Most good lefties are “beyond borders” in their thinking. They’re citizens of the civilized world who instinctively recoil when they hear the phrase “We’re number one!” (an ESPN barroom American-ism if there ever was one), and who relate as much to Italians and Welsh-people and Argentinians and Qaddafi-hating Libyans and Lithuanians as they would to Middle Americans of any region. They’re not into “American exceptionalism” or anything that smacks of xenophobia of Palinism or Gov. Rick Perry or Arizonian thinking or DuluozGray-ism.

I love American culture in many respects and am very happy I live here as a citizen, but I haven’t felt “patriotic” in ages…please. Okay, I felt a twinge when Bin Laden took a bullet in the face and I felt as shattered as everyone else on 9/11. But I also knew on that day that we’d been anything but innocent lambs, foreign-policy-wise, and that our karma had basically turned around and bitten us in the ass.

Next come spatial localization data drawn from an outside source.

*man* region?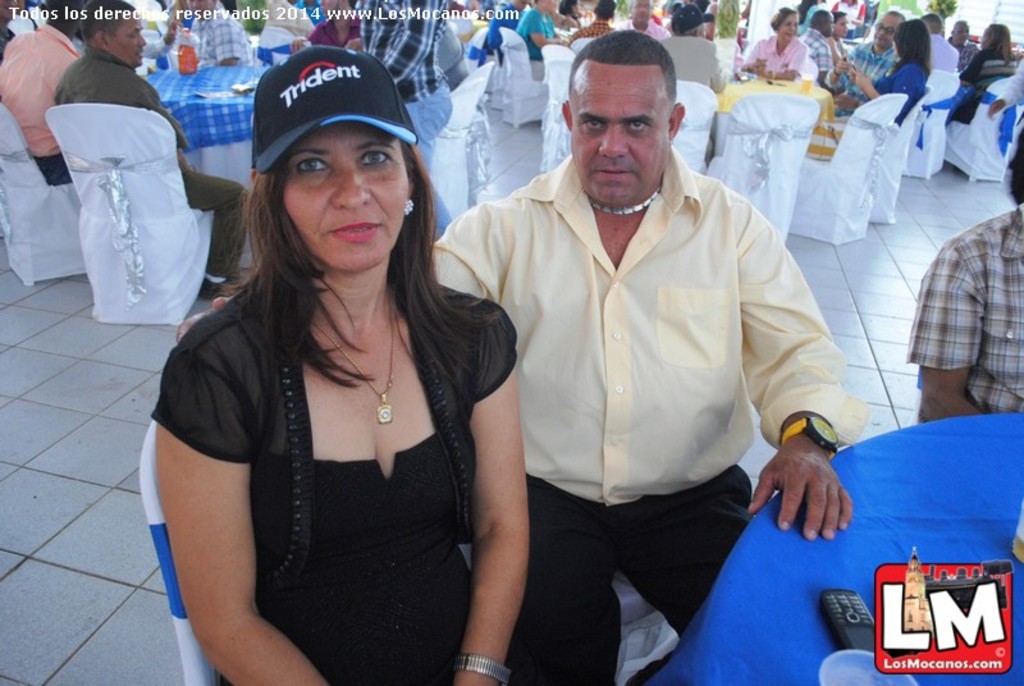
<box>426,20,873,685</box>
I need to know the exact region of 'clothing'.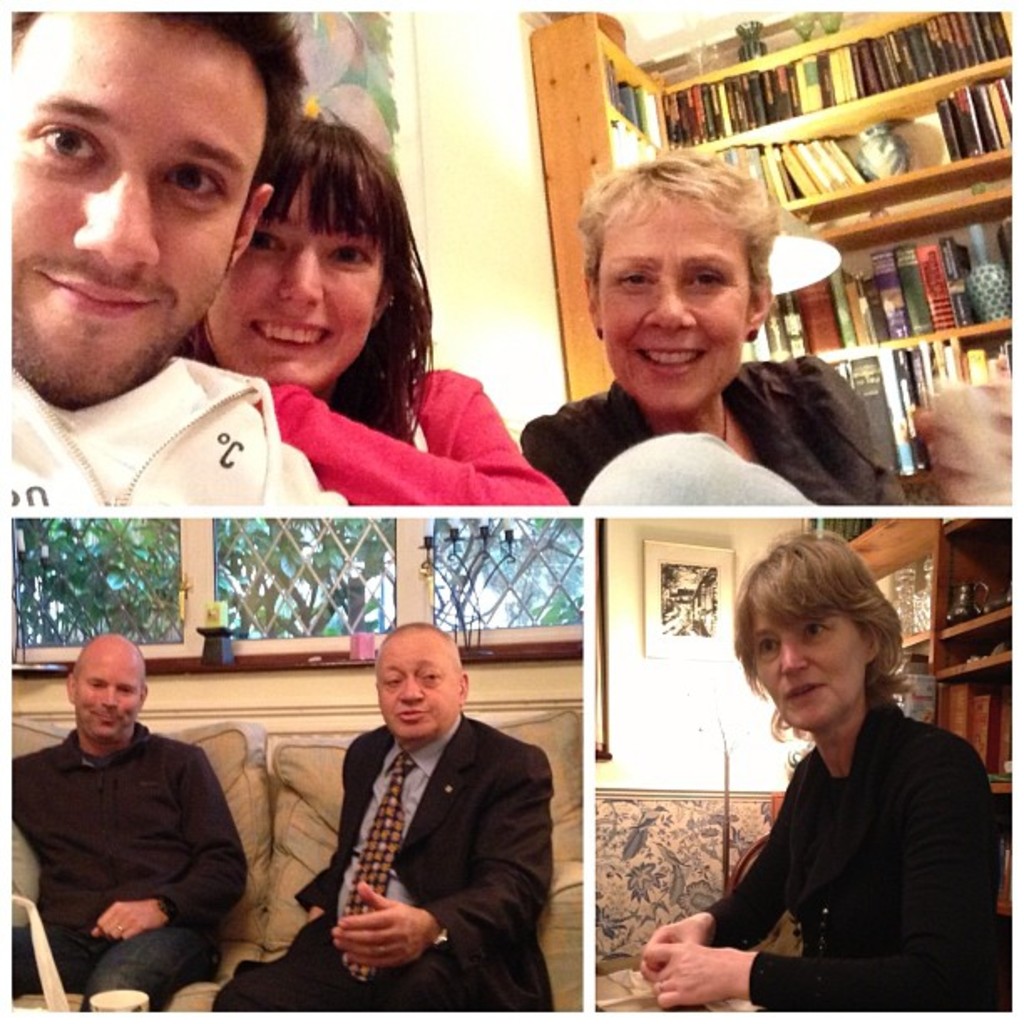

We’ve been the marauding Romans of our time since the 1950s, and we’re hated worldwide for that. (As well as, okay, envied in a weird sense.) So the idea of compiling a list of “patriotic films” seems kind of odd, but Bilge Ebiri‘s choices are…well, thoughtful. I mean, I’ve never thought of Manhattan as a patriotic film.

I feel proud of the achievements of the great American artists, writers, thinkers and doers. That’s my kind of patriotism. I feel immensely proud that I come from the same country as Mark Twain and Hoyt Wilhelm and Allen Ginsberg and Woody Allen and Walt Whitman and Frank Sinatra. But we’re not the country of George M. Cohan or FDR or George S. Patton or Audie Murphy or Woody Guthrie or Chief Sitting Bull any more. We’ve been taken over by corporations. There’s only the international dominion of dollars. We’re on the way down and everyone knows it, and it’s mainly because of the corporate-fellating right and the Rick Perrys and Sarah Palins and the Tea Party morons who cherish their inalienable right to burn fossil fuels and eat super-fatty foods and own 60″ LED flat-screens more than anything else.

So you can have the Uncle Sam, red-white-and-blue stuff with tanks and soldiers marching down Main Street. In my mind that’s pageant-code for “we’re beyond arrogant and we love it!”

You think Naom Chomsky gets all misty-eyed on the 4th of July?